Thursday, April 17, 2008

99 Candidates Commit to Integrity Actions

Democracy Rising PA has posted on its Web site the results of a questionnaire completed by 99 candidates for the General Assembly in the April 22 primary election.

The questionnaire was co-sponsored by Common Cause/PA, the Commonwealth Foundation, the PA Council of Churches, Rock the Capital and PA Citizens for Legislator Accountability, as well as Democracy Rising PA.

"In every area of public integrity, this questionnaire found dozens of candidates willing to pledge that they will take specific actions to achieve higher standards of public integrity during their term of office," DR Co-founder Tim Potts said.

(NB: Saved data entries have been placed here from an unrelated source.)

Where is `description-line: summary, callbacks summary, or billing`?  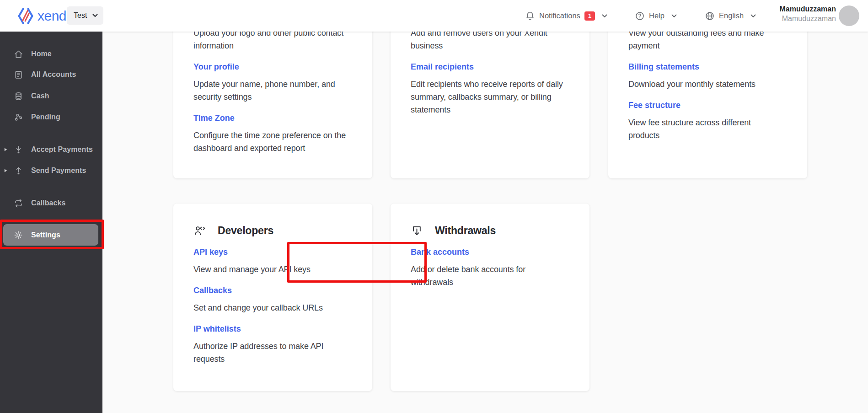 description-line: summary, callbacks summary, or billing is located at coordinates (494, 97).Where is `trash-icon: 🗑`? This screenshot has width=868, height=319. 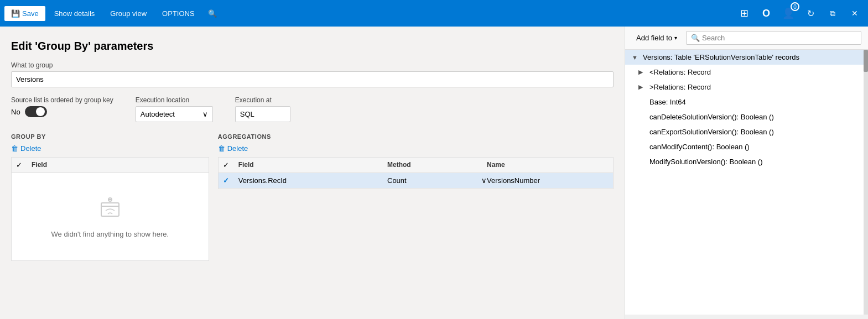 trash-icon: 🗑 is located at coordinates (14, 148).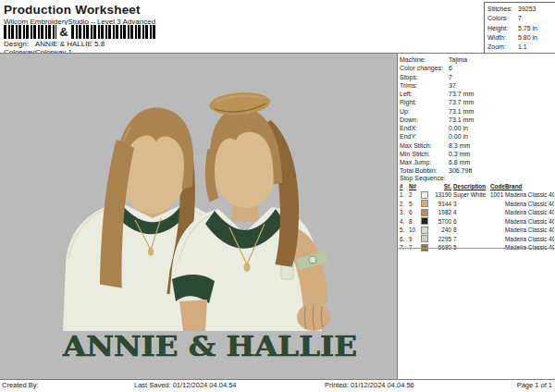 The width and height of the screenshot is (555, 392). What do you see at coordinates (476, 153) in the screenshot?
I see `machine-info-row: Min Stitch: 0.3 mm` at bounding box center [476, 153].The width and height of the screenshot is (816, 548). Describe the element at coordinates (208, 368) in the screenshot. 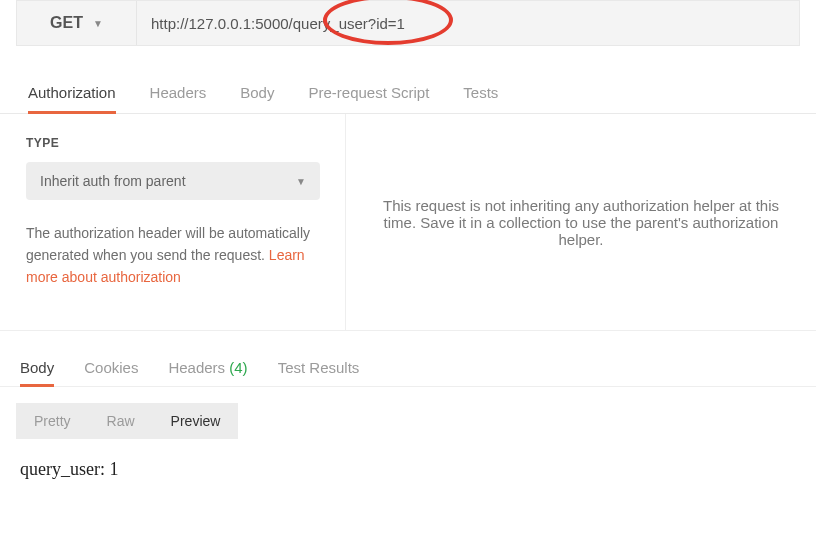

I see `resp-tab-headers: Headers (4)` at that location.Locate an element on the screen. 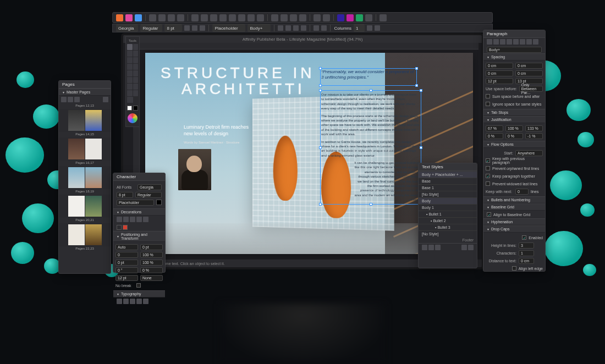 The width and height of the screenshot is (605, 364). arrange-back-icon is located at coordinates (153, 18).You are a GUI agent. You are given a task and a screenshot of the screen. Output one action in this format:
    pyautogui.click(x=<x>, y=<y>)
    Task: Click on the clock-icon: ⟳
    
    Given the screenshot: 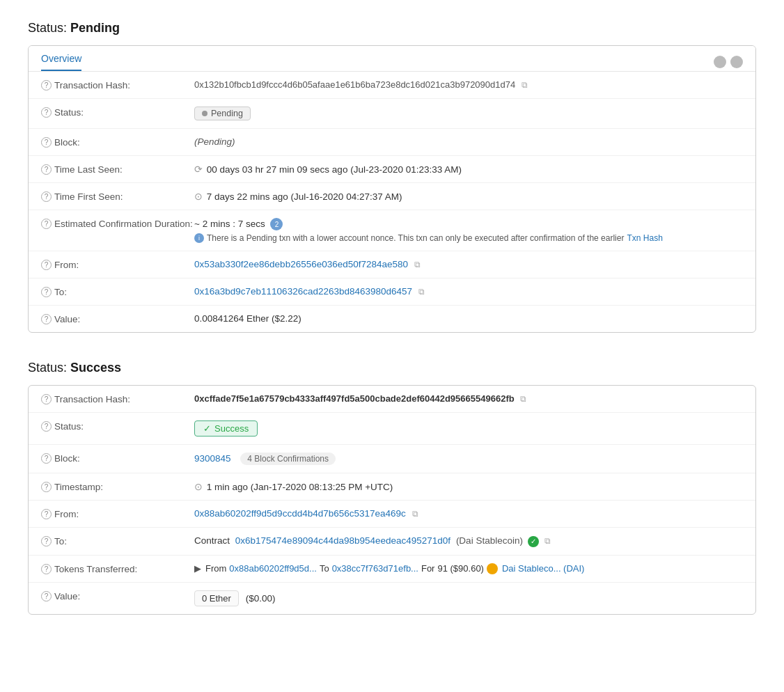 What is the action you would take?
    pyautogui.click(x=198, y=170)
    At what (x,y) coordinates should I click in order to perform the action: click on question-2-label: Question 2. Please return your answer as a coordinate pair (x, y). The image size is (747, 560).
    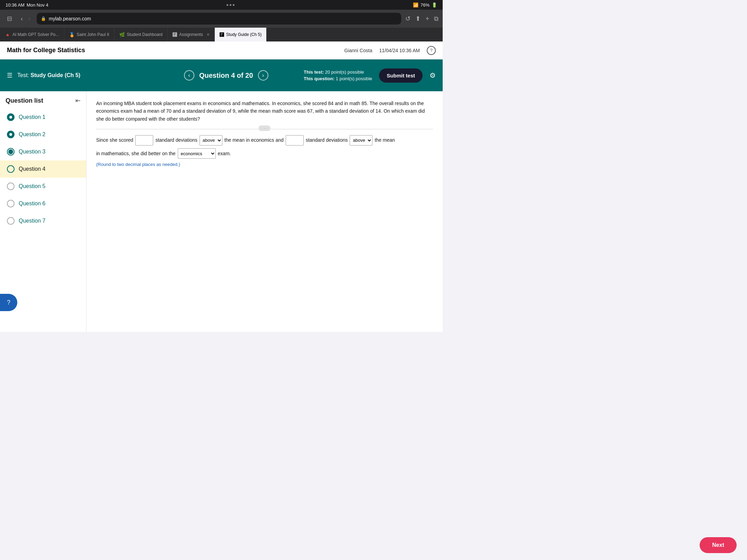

The questionnaire asked candidates whether, if elected, they will take any or all of seven specific actions on 33 different proposals to improve public integrity. Those actions are:

* Introduce legislation
* Co-sponsor legislation
* Advocate publicly for votes in committee within three months of referral to the committee
* Advocate publicly for vote in the full House or Senate within one month after referral from a committee
* Sign a discharge resolution to remove bills from committee and get a floor vote
* Advocate publicly for the specific proposal
* Base votes for leadership on the leadership candidate's commitment to action on the issue

The issues presented ranged from open records and lobbying control, to Constitution amendments on re-districting and lame-duck session, to changes in how PA conducts elections and candidates fund their campaigns.

Candidate Consensus

Responses show a clear consensus among candidates for the questionnaire's proposal to "Enact the highest standards of public integrity in America for public access to government documents in all three branches." This proposal had the highest level of support in six of the seven actions candidates pledged to take. Altogether, 41 candidates pledged to introduce legislation, and 67 pledged to co-sponsor such legislation.

A proposal related to openness and accountability beat open records in one action category and tied open records in another. Thirty-eight candidates promise to introduce legislation to "Require all roll call votes, including procedural votes, to be posted online within 24 hours with links to the language actually voted upon and the final outcome of the vote."

Another consensus finds that on every action category, the proposal with the least support is to "Convert to non-partisan voter registration," which would allow all voters to participate in primary elections without having to declare a party preference when registering. Yet even with a relatively low level of support, nine candidates promised to introduce legislation, and double-digits of candidates said they would take every other action to advance the proposal.

Strong Seconds

Beyond the most and least favored proposals, there is strong support for a broader range of issues. Thirty-six candidates said they will introduce legislation to fix PA's second-worst in the nation system for drawing legislative boundaries, and 35 said they will prime sponsor a bill to prohibit all forms of unvouchered expenses.

For more on the issue of legislative districts, which requires action on a Constitution amendment by June 23, visit the League of Women Voters at www.palwv.org

Fifty-four candidates say they will put their names on bills to "Ban lobbyists from providing gifts, hospitality, travel, entertainment or any other benefit to any public official."

Forty candidates said they will use their power to force a floor vote for a bill to "Provide a monthly online accounting for each legislator detailing the cost of all salary, benefits and expenses paid during the previous month and including the accounts used to pay the expenses." (For more on this issue, click here to see the April 10 edition of DR News.)

Candidates showed their lack of information about, or lack of support for, some issues - all affecting how the candidates would win election and conduct themselves in office - by not responding. At least 60 candidates skipped five proposals:

1) "Convert to non-partisan voter registration." (68 candidates)
2) "Examine whether to continue taxpayer-funded primary elections for political parties." (66 candidates)
3) "Limit the amount of money legislative candidates can raise from sources outside the district they seek to represent." (61 candidates)
4) "Prohibit fundraising events outside of a candidate's or incumbent's district within one week of a legislative session day." (60 candidates)
5) "Prohibit legislators from providing any service to citizens that is already provided by an executive agency under state or federal law." (60 candidates)

Challengers participated in the questionnaire more often than incumbents, 31.6% to 12.4%.

Incumbent House Republican candidates had the highest participation rate, 35.8%.

Incumbent House Democrats had the lowest participation rate, 9.7%.